Two of our team members, Raquel Liceras-Garrido and Katherine Bellamy have recently completed the project ‘Pathways to understanding 16th century Mesoamerican geographies’, funded by the Lancaster University Department of History.
This spin-off project has used ESRI StoryMaps, combining interactive texts, images and maps in a series of online interactive learning resources on the history, archaeology and geography of the Mesoamerican Postclassical and Colonial period of Central Mexico, beginning in the 14th through to the mid-16th century. These resources are divided into three main areas:
The first of the story maps explores the history of the Mexica people, beginning with their journey to the foundation of Tenochtitlan in 1325, which would become (alongside its neighbour city to the north, Tlatelolco) the heart of the Triple Alliance. Following this, the story map shows how the Mexica began to expand, featuring the lists of conquered settlements as recorded in the Codex Mendoza. This leads up to the arrival of the Spanish, and the ultimate meeting of Moctezuma II and Hernán Cortés in 1519. It then proceeds to describe how Cortés, with considerable assistance from his indigenous allies, conquered Tenochtitlan. This story map concludes with a look at the beginning of the colonial era, exploring how the Spanish began to impose their own institutions across ‘New Spain’, with varying success due to the continuing influence of indigenous institutions across Mesoamerica.
This story map explores the nature of historic place-names across what is currently Mexico, introducing the importance of place-names and language as a tool of colonisation and empire. The story map explores how this tool was used not only by the Spanish, but also by the Mexica and the Triple Alliance (not to mention other indigenous groups), as part of their systematic colonisation of conquered settlements and people. The story map goes on to explore how indigenous place-names continued to be used, despite the processes of colonisation at the hands of both the Triple Alliance and the Spanish. In addition, it explores the meaning of Nahua toponymy in particular – demonstrating the use of suffixes such as -tepec (which means ‘inhabited place’) and showing the distribution of some of these examples. Following this are some case studies of individual place-names, explaining their meaning and how they have been depicted in the historical record. The story map concludes by giving a brief overview of colonial naming, and how indigenous influences have continued.
The final story map discusses depictions of geographic space and place. This starts with an explanation of why this is an important discussion, with particular reference to, and problematisation of, the use of Geographic Information Systems for representing historical geographies. Following this, the story map introduces the idea of representations of space, which may be unfamiliar to the modern reader, and explores the various types of pre-Hispanic Nahuatl documents, including those which represented geographies. The story map gives an introduction to the state of Spanish cartography in the sixteenth-century, before going on to discuss how the Spanish and Nahua traditions of depicting geography began to merge during the conquest of Mexico. There is considerable evidence of this merging of traditions throughout the historical record, which the story map explains, giving two specific examples.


Leave the images out and write out each entry exactly as shown.

=== Section Start ===

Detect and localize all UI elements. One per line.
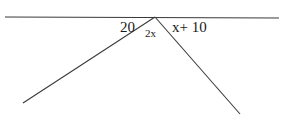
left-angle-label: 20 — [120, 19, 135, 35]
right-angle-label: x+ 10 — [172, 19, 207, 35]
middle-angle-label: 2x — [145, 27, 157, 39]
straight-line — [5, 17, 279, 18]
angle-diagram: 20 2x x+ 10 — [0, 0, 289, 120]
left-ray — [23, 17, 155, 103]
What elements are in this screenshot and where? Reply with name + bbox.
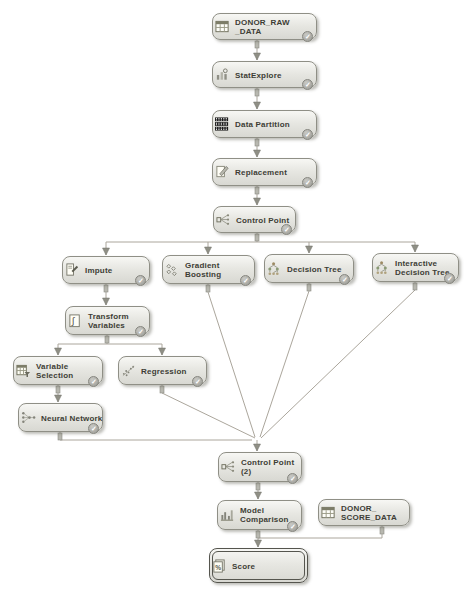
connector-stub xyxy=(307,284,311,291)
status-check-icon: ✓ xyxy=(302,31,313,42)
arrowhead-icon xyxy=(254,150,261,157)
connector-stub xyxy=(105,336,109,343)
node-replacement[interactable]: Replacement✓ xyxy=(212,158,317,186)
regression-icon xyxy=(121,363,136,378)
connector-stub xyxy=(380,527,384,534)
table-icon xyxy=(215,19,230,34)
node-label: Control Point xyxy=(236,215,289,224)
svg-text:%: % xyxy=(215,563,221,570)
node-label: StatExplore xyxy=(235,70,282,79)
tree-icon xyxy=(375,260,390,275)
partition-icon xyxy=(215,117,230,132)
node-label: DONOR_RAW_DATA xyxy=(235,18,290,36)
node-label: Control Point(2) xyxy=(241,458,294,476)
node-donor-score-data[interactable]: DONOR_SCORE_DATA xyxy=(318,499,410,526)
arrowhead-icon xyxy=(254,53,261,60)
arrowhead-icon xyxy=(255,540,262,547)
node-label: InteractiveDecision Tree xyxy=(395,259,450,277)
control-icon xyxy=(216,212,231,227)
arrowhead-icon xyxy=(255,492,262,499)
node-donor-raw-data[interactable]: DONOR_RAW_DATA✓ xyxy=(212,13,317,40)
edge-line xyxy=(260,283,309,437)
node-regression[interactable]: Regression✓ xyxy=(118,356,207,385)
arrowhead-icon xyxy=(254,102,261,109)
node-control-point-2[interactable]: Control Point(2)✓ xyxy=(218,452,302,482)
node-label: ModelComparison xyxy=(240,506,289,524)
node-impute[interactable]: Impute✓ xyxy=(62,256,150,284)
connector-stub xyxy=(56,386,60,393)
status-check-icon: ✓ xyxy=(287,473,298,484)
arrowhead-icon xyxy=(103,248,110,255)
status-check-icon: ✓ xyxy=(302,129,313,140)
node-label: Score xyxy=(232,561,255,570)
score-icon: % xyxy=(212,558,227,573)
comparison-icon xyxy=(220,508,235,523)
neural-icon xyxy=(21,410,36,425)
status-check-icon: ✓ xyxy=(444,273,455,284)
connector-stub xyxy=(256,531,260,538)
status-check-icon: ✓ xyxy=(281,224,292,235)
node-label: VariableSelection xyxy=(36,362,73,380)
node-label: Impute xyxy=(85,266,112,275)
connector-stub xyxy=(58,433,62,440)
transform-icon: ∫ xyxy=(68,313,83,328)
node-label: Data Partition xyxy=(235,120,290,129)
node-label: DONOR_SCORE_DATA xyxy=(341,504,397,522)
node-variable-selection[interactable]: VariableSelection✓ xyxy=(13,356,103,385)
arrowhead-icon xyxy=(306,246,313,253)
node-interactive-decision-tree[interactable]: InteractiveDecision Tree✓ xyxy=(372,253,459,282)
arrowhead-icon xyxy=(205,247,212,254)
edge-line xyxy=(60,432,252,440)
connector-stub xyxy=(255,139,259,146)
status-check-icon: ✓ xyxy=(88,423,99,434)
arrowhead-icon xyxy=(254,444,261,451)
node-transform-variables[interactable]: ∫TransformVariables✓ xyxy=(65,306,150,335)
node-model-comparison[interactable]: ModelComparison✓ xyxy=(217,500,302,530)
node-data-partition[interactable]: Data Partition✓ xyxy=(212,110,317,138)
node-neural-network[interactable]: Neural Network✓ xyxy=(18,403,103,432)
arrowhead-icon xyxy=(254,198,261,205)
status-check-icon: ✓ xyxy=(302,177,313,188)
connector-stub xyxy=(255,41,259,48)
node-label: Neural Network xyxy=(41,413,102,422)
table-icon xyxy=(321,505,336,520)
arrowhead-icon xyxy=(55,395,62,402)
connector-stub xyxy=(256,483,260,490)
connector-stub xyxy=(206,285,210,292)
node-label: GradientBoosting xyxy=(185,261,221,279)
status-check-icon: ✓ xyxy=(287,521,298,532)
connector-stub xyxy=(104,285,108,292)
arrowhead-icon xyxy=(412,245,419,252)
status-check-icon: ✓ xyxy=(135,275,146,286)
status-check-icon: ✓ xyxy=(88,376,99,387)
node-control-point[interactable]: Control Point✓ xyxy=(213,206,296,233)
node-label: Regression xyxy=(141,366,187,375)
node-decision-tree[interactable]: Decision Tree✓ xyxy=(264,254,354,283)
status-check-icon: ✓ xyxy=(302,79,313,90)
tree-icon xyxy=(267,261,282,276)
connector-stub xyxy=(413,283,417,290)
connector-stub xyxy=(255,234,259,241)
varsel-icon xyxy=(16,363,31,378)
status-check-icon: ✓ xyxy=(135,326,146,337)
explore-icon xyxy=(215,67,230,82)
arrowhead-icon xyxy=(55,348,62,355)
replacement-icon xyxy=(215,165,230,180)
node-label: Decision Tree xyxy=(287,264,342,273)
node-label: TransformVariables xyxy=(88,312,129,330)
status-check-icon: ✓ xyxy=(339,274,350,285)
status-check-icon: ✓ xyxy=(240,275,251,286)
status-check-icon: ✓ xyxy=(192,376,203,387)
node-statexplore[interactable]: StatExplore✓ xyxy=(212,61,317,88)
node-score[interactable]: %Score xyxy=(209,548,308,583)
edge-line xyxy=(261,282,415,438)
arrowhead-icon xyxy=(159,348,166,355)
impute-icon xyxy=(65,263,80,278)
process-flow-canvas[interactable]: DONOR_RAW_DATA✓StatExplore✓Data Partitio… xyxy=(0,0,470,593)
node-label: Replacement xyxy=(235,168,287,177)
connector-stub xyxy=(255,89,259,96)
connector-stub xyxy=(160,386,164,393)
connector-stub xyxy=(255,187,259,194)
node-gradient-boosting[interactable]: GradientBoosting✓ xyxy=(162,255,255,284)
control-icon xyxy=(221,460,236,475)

=== Section End ===

• _Response to the exercise_:
Detect and localize all UI elements. One per line.
left-angle-label: 20 — [120, 19, 135, 35]
right-angle-label: x+ 10 — [172, 19, 207, 35]
middle-angle-label: 2x — [145, 27, 157, 39]
straight-line — [5, 17, 279, 18]
angle-diagram: 20 2x x+ 10 — [0, 0, 289, 120]
left-ray — [23, 17, 155, 103]
What elements are in this screenshot and where? Reply with name + bbox.
connector-stub xyxy=(307,284,311,291)
status-check-icon: ✓ xyxy=(302,31,313,42)
arrowhead-icon xyxy=(254,150,261,157)
connector-stub xyxy=(105,336,109,343)
node-replacement[interactable]: Replacement✓ xyxy=(212,158,317,186)
regression-icon xyxy=(121,363,136,378)
connector-stub xyxy=(380,527,384,534)
table-icon xyxy=(215,19,230,34)
node-label: Control Point xyxy=(236,215,289,224)
svg-text:%: % xyxy=(215,563,221,570)
node-label: StatExplore xyxy=(235,70,282,79)
tree-icon xyxy=(375,260,390,275)
partition-icon xyxy=(215,117,230,132)
node-label: DONOR_RAW_DATA xyxy=(235,18,290,36)
node-label: Control Point(2) xyxy=(241,458,294,476)
node-donor-score-data[interactable]: DONOR_SCORE_DATA xyxy=(318,499,410,526)
arrowhead-icon xyxy=(254,53,261,60)
arrowhead-icon xyxy=(255,540,262,547)
node-label: InteractiveDecision Tree xyxy=(395,259,450,277)
control-icon xyxy=(216,212,231,227)
arrowhead-icon xyxy=(255,492,262,499)
node-donor-raw-data[interactable]: DONOR_RAW_DATA✓ xyxy=(212,13,317,40)
edge-line xyxy=(260,283,309,437)
node-regression[interactable]: Regression✓ xyxy=(118,356,207,385)
arrowhead-icon xyxy=(254,102,261,109)
node-control-point-2[interactable]: Control Point(2)✓ xyxy=(218,452,302,482)
node-label: ModelComparison xyxy=(240,506,289,524)
node-impute[interactable]: Impute✓ xyxy=(62,256,150,284)
connector-stub xyxy=(56,386,60,393)
status-check-icon: ✓ xyxy=(287,473,298,484)
arrowhead-icon xyxy=(103,248,110,255)
status-check-icon: ✓ xyxy=(302,129,313,140)
node-label: Score xyxy=(232,561,255,570)
score-icon: % xyxy=(212,558,227,573)
comparison-icon xyxy=(220,508,235,523)
neural-icon xyxy=(21,410,36,425)
status-check-icon: ✓ xyxy=(444,273,455,284)
connector-stub xyxy=(256,531,260,538)
status-check-icon: ✓ xyxy=(281,224,292,235)
node-label: VariableSelection xyxy=(36,362,73,380)
node-label: Impute xyxy=(85,266,112,275)
connector-stub xyxy=(58,433,62,440)
transform-icon: ∫ xyxy=(68,313,83,328)
node-label: Data Partition xyxy=(235,120,290,129)
node-label: DONOR_SCORE_DATA xyxy=(341,504,397,522)
node-variable-selection[interactable]: VariableSelection✓ xyxy=(13,356,103,385)
arrowhead-icon xyxy=(306,246,313,253)
node-interactive-decision-tree[interactable]: InteractiveDecision Tree✓ xyxy=(372,253,459,282)
arrowhead-icon xyxy=(205,247,212,254)
edge-line xyxy=(60,432,252,440)
connector-stub xyxy=(255,139,259,146)
status-check-icon: ✓ xyxy=(88,423,99,434)
arrowhead-icon xyxy=(254,444,261,451)
node-transform-variables[interactable]: ∫TransformVariables✓ xyxy=(65,306,150,335)
node-model-comparison[interactable]: ModelComparison✓ xyxy=(217,500,302,530)
node-data-partition[interactable]: Data Partition✓ xyxy=(212,110,317,138)
node-neural-network[interactable]: Neural Network✓ xyxy=(18,403,103,432)
arrowhead-icon xyxy=(254,198,261,205)
status-check-icon: ✓ xyxy=(302,177,313,188)
connector-stub xyxy=(255,41,259,48)
node-label: Neural Network xyxy=(41,413,102,422)
table-icon xyxy=(321,505,336,520)
arrowhead-icon xyxy=(55,395,62,402)
connector-stub xyxy=(256,483,260,490)
connector-stub xyxy=(206,285,210,292)
node-label: GradientBoosting xyxy=(185,261,221,279)
status-check-icon: ✓ xyxy=(287,521,298,532)
connector-stub xyxy=(104,285,108,292)
arrowhead-icon xyxy=(412,245,419,252)
status-check-icon: ✓ xyxy=(135,275,146,286)
status-check-icon: ✓ xyxy=(88,376,99,387)
node-control-point[interactable]: Control Point✓ xyxy=(213,206,296,233)
node-label: Regression xyxy=(141,366,187,375)
node-decision-tree[interactable]: Decision Tree✓ xyxy=(264,254,354,283)
status-check-icon: ✓ xyxy=(302,79,313,90)
tree-icon xyxy=(267,261,282,276)
connector-stub xyxy=(413,283,417,290)
connector-stub xyxy=(255,234,259,241)
varsel-icon xyxy=(16,363,31,378)
status-check-icon: ✓ xyxy=(135,326,146,337)
explore-icon xyxy=(215,67,230,82)
arrowhead-icon xyxy=(55,348,62,355)
replacement-icon xyxy=(215,165,230,180)
node-label: Decision Tree xyxy=(287,264,342,273)
node-label: TransformVariables xyxy=(88,312,129,330)
status-check-icon: ✓ xyxy=(339,274,350,285)
status-check-icon: ✓ xyxy=(240,275,251,286)
status-check-icon: ✓ xyxy=(192,376,203,387)
node-statexplore[interactable]: StatExplore✓ xyxy=(212,61,317,88)
node-score[interactable]: %Score xyxy=(209,548,308,583)
edge-line xyxy=(261,282,415,438)
arrowhead-icon xyxy=(159,348,166,355)
impute-icon xyxy=(65,263,80,278)
process-flow-canvas[interactable]: DONOR_RAW_DATA✓StatExplore✓Data Partitio… xyxy=(0,0,470,593)
node-label: Replacement xyxy=(235,168,287,177)
connector-stub xyxy=(255,89,259,96)
connector-stub xyxy=(160,386,164,393)
connector-stub xyxy=(255,187,259,194)
node-gradient-boosting[interactable]: GradientBoosting✓ xyxy=(162,255,255,284)
control-icon xyxy=(221,460,236,475)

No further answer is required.